WASHINGTON — A private gym and the official dining room were just two areas of the Supreme Court building that 40 Cornell students viewed before meeting with Supreme Court Justice Ruth Bader Ginsburg ’54 on Friday.
The VIP tour, given for students in the Cornell in Washington program, was led by Will Rosenzweig ’08 and Jamie Greenblatt ’08, both interns at the Supreme Court this semester. A highlight of the tour included access to a basketball court, located directly above the courtroom, that is affectionately referred to by staff as “the highest court in the land.”
Students also had a chance to view the Court library and the official Court dining room, where Rosenzweig explained that the dining table is reserved for Justices — not even the President may sit in the chairs.
Students met with Ginsburg following the tour and were asked to rise as she entered the Lawyers’ Lounge, a room to the side of the courtroom where lawyers gather before oral arguments. The Justice prepared some remarks about the life of Belva Lockwood, the first woman admitted to argue in front of the Supreme Court and a strong advocate for equal rights for women. Ginsburg recently completed the introduction for a new biography of Lockwood.
Currently the only woman on the Court, Ginsburg spoke of her own career as a lawyer and judge and commented on the problems she was forced to overcome because of her gender.
She spoke fondly of her years at Cornell and told the group she lived in both Clara Dickson and Balch dormitories. Smiling, she said that during her time on campus, “there were four men to every woman — it was an ideal place to find a man, although the women were a heck of a lot smarter than the men.”
After graduation, Ginsburg started law school at Harvard where she was one of only nine women in a class of 540. She joked about having to find a bathroom in a law school where only one bathroom was reserved for women.
After transferring to Columbia Law School and graduating first in her class, she could not find a job with a law firm.
“There were three [reasons I could not find a job],” she said. “The first is I was Jewish, the second was I was a woman and the third was that I had a four-year-old daughter. If a legal employer was willing to risk hiring a woman they were not going to risk hiring a mother.”
Ginsburg enlisted the support of her law professor who called a judge that normally hired Columbia graduates as clerks and told him, “If you don’t give [Ginsburg] a chance, I will never recommend another student to you.”
There was a period reserved for questions following Ginsburg’s prepared remarks. One student asked the Justice whether she agreed with Chief Justice Robert’s recent assertion that the Court should issue more unanimous opinions.
“We don’t take cases that are crisp and clean,” she answered. “We only take them when the other court is divided on the law. We really do try to interpret most dense laws, for example the IRS code, unanimously where what is needed is a crisp answer to guide Americans. We might suppress an opinion [in those cases], but for issues of fundamental rights we have strong views.”
Erik Kollig ‘08 asked Justice Ginsburg whether the death penalty is unconstitutional.
She responded that, “there were two justices that said it was unconstitutional and in every case by doing that they took themselves out of the loop. [T]his is a court with the last word for executions all over the country. I am going to be part of that and have to realize that my decisions can help make law.”
Ginsburg also said that she expects a trend of fewer executions because of DNA evidence and that “if put to a vote for the death penalty it would be passed, but if you give [people] specific cases it might come out another way.”
When asked what role she viewed international and foreign law having in the Court?s decisions, she responded that “I refer to foreign law as an example both good and bad just like I look into lower court cases.”
She spoke of law made by the Israeli Supreme Court and said that “in the United States we have to answer the question of how to preserve liberty in a time of terror, and perhaps it might be interesting to look at Israel’s Court.”
She explained an example of a ticking time bomb “where Israel’s Court was forced to rule on whether torture is legal when the police know that someone has information on an imminent attack.” The answer was never, she said, and explained that the Court stated, “The greatest danger we face as time goes on is because we are so fearful we begin to look more and more like the enemy.”
“[This] was a very impressive experience,” said Crystal Chum ’08, “especially because Justice Ginsburg is an alum and it’s exciting to see important things that people from Cornell end up doing.”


Exercise aim: Examine each line of the data, and copy the ones containing "fingers".

Dataset rows about figures:

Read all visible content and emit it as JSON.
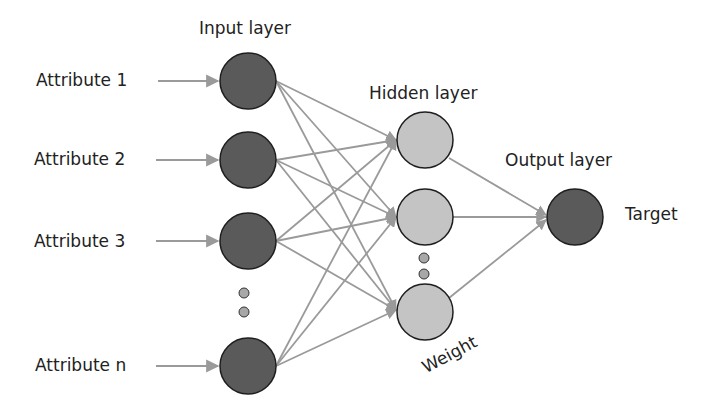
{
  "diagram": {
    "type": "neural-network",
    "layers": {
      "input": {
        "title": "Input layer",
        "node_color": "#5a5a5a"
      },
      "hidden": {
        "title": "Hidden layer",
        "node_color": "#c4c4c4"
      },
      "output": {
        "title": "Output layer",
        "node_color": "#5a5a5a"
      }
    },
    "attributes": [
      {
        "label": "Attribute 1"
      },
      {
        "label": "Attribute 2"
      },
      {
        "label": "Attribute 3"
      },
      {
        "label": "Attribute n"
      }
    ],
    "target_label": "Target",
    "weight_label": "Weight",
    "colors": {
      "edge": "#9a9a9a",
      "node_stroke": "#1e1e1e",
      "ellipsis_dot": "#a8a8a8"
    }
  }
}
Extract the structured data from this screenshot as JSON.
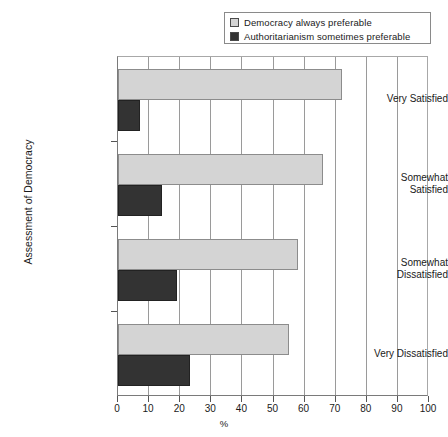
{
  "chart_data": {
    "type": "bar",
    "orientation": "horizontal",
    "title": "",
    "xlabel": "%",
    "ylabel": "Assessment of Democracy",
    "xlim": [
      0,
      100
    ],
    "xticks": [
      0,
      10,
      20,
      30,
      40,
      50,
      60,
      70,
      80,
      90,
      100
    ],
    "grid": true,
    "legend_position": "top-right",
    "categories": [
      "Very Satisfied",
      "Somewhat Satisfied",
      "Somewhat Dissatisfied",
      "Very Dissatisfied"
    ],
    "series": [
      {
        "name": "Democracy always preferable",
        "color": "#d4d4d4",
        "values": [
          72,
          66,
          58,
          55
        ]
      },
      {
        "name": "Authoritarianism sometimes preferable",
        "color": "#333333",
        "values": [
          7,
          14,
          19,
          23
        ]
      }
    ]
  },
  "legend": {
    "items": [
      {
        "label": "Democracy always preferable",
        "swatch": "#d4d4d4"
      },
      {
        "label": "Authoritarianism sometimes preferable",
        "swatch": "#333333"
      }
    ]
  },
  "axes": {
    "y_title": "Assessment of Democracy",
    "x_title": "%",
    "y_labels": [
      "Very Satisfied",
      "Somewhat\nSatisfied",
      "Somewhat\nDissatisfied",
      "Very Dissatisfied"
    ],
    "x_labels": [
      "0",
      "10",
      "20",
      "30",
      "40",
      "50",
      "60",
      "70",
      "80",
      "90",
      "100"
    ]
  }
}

---

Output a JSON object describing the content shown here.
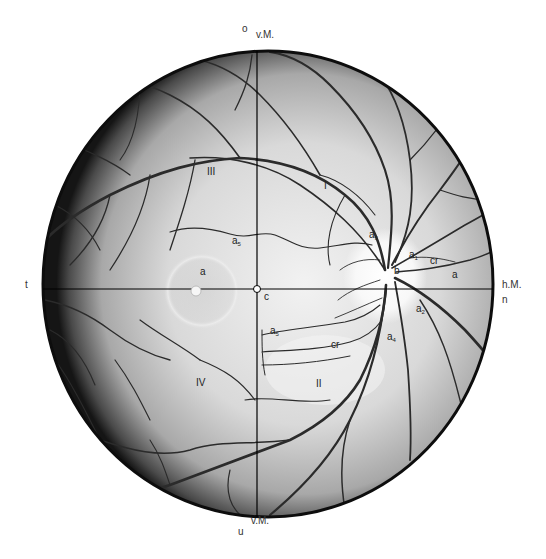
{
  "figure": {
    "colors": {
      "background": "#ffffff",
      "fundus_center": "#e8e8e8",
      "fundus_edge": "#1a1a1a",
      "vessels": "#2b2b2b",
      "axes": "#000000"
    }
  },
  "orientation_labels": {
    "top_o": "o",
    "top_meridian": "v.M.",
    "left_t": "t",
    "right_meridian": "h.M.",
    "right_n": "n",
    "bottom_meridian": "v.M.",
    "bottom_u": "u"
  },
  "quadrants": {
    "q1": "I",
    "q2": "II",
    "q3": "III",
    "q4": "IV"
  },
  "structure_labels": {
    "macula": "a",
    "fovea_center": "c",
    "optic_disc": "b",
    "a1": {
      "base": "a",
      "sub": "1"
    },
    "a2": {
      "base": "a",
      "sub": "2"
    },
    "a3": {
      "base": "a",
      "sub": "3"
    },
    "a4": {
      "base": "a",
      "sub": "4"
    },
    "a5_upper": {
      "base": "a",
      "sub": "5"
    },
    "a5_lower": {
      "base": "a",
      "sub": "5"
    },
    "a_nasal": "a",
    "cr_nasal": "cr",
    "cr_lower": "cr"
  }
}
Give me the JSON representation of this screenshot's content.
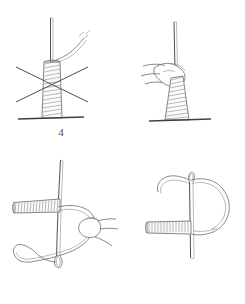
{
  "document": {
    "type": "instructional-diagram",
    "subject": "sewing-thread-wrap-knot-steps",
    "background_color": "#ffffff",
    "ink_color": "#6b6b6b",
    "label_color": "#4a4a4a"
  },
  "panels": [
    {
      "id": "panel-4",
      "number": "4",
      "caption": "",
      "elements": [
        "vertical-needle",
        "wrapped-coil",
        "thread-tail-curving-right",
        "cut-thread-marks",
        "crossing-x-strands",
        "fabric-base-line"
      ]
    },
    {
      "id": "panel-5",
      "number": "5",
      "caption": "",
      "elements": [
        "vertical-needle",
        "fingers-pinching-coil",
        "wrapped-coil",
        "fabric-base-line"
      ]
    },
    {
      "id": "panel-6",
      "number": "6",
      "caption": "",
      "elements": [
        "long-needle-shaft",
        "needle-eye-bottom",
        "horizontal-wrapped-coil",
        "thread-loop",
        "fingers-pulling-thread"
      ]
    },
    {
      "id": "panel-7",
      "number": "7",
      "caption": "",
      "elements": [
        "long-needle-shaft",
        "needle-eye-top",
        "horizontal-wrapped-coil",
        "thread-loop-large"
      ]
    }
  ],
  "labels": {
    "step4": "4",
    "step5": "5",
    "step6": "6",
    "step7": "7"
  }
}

* * *

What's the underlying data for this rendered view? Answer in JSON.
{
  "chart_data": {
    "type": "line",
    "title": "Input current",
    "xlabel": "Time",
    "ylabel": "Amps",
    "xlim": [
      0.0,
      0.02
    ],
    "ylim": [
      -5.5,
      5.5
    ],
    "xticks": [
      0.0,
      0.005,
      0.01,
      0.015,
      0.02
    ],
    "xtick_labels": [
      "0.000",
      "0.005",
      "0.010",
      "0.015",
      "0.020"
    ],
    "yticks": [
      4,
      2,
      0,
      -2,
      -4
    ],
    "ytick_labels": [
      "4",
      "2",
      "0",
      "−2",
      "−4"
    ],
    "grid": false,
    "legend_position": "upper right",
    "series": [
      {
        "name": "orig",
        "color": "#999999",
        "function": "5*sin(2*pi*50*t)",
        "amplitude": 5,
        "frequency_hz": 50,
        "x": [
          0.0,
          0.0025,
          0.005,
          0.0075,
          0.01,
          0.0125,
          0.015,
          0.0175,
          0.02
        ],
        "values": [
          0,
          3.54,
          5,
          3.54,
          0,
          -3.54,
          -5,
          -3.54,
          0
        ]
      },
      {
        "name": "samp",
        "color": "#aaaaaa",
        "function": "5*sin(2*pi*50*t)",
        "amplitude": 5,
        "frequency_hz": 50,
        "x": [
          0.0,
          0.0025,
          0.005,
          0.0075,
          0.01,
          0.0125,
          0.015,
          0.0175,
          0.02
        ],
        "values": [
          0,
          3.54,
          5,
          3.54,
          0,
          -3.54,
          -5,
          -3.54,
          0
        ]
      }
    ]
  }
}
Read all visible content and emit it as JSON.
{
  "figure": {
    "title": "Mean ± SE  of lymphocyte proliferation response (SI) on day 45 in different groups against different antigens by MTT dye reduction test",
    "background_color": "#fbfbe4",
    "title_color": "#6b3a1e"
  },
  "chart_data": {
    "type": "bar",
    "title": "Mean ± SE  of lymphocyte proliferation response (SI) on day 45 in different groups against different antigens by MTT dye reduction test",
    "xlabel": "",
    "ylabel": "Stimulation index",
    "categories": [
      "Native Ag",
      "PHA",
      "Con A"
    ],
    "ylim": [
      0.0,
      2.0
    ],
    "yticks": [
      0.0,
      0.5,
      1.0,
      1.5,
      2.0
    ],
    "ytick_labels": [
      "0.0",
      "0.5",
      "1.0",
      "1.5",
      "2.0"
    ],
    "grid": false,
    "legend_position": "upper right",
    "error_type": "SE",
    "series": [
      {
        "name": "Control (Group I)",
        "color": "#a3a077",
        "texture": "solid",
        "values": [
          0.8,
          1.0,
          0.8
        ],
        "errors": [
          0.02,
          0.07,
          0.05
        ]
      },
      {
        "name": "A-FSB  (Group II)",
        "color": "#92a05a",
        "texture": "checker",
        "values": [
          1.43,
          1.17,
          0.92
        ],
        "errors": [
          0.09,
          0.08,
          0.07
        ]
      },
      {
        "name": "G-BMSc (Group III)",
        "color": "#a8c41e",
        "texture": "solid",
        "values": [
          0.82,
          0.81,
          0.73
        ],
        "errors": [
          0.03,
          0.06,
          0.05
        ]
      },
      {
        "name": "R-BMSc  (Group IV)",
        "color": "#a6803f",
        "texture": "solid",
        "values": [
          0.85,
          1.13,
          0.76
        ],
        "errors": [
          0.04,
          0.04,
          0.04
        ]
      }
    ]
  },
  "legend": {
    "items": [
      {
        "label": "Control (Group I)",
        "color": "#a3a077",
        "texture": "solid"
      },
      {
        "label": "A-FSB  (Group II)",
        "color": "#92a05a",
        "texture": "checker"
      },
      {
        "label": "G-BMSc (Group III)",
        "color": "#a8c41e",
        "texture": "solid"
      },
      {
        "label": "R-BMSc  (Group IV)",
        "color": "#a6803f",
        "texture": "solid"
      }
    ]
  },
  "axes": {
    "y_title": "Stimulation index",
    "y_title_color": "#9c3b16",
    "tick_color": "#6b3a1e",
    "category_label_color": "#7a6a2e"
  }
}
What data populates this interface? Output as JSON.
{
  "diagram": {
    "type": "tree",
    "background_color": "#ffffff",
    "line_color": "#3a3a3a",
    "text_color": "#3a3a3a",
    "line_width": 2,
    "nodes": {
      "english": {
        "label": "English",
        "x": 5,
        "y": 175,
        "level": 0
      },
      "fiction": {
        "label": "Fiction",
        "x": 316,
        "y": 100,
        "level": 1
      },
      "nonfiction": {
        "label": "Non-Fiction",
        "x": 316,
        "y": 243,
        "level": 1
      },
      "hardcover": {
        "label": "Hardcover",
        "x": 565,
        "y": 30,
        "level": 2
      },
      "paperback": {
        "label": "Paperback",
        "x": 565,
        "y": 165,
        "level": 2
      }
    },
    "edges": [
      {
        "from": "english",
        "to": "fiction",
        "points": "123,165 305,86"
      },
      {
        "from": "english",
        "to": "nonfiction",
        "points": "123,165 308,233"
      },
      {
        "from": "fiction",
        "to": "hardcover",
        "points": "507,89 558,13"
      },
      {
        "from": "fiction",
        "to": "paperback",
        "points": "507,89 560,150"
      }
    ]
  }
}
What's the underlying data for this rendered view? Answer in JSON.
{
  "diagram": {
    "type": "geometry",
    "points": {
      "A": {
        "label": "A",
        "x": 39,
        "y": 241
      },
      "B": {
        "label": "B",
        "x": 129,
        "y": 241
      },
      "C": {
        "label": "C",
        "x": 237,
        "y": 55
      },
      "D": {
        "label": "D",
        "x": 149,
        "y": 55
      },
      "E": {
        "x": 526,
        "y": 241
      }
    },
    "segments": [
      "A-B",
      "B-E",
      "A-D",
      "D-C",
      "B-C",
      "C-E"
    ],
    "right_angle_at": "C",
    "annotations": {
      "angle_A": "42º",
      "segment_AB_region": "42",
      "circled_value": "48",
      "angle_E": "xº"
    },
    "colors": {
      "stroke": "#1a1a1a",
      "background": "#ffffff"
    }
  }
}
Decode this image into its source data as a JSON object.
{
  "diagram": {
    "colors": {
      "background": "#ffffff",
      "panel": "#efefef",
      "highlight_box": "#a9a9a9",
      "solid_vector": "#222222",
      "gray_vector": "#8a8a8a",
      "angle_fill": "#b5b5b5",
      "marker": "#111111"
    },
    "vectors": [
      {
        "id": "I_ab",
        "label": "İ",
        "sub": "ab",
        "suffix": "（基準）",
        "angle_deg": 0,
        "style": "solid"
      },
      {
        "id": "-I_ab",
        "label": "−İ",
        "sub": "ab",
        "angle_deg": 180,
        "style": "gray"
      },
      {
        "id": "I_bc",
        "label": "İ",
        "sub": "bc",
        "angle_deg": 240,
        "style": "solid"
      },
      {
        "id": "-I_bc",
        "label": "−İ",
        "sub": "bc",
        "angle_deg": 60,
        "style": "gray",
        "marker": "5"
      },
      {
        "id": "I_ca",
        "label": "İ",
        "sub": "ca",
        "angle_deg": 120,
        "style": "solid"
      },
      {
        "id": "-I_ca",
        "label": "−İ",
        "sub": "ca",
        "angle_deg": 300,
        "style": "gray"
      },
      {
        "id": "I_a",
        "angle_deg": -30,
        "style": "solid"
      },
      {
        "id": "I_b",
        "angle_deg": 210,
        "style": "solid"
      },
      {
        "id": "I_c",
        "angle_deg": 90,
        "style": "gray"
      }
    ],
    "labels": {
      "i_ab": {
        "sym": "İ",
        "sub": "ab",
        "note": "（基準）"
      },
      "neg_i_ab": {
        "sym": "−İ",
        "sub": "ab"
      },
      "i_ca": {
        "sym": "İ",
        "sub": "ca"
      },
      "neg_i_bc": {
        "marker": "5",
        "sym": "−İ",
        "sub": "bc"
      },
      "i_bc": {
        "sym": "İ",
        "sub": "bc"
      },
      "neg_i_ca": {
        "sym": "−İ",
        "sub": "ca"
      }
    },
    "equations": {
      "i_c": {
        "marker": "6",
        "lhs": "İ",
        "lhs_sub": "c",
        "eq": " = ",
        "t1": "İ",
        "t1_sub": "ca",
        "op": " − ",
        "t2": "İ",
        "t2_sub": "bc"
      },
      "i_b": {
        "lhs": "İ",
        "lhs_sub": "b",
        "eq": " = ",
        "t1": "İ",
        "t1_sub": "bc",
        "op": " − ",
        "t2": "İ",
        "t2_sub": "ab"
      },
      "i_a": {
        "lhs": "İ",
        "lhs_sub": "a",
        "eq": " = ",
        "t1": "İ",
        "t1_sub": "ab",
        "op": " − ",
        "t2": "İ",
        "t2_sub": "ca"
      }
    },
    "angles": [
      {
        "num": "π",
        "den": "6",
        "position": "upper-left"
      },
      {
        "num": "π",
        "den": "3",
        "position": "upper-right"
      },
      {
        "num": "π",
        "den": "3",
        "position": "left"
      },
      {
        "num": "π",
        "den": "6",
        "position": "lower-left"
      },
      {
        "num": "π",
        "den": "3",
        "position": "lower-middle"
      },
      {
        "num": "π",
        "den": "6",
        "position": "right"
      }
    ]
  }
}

Response box:
        "fingers-pinching-coil",
        "fingers-pulling-thread"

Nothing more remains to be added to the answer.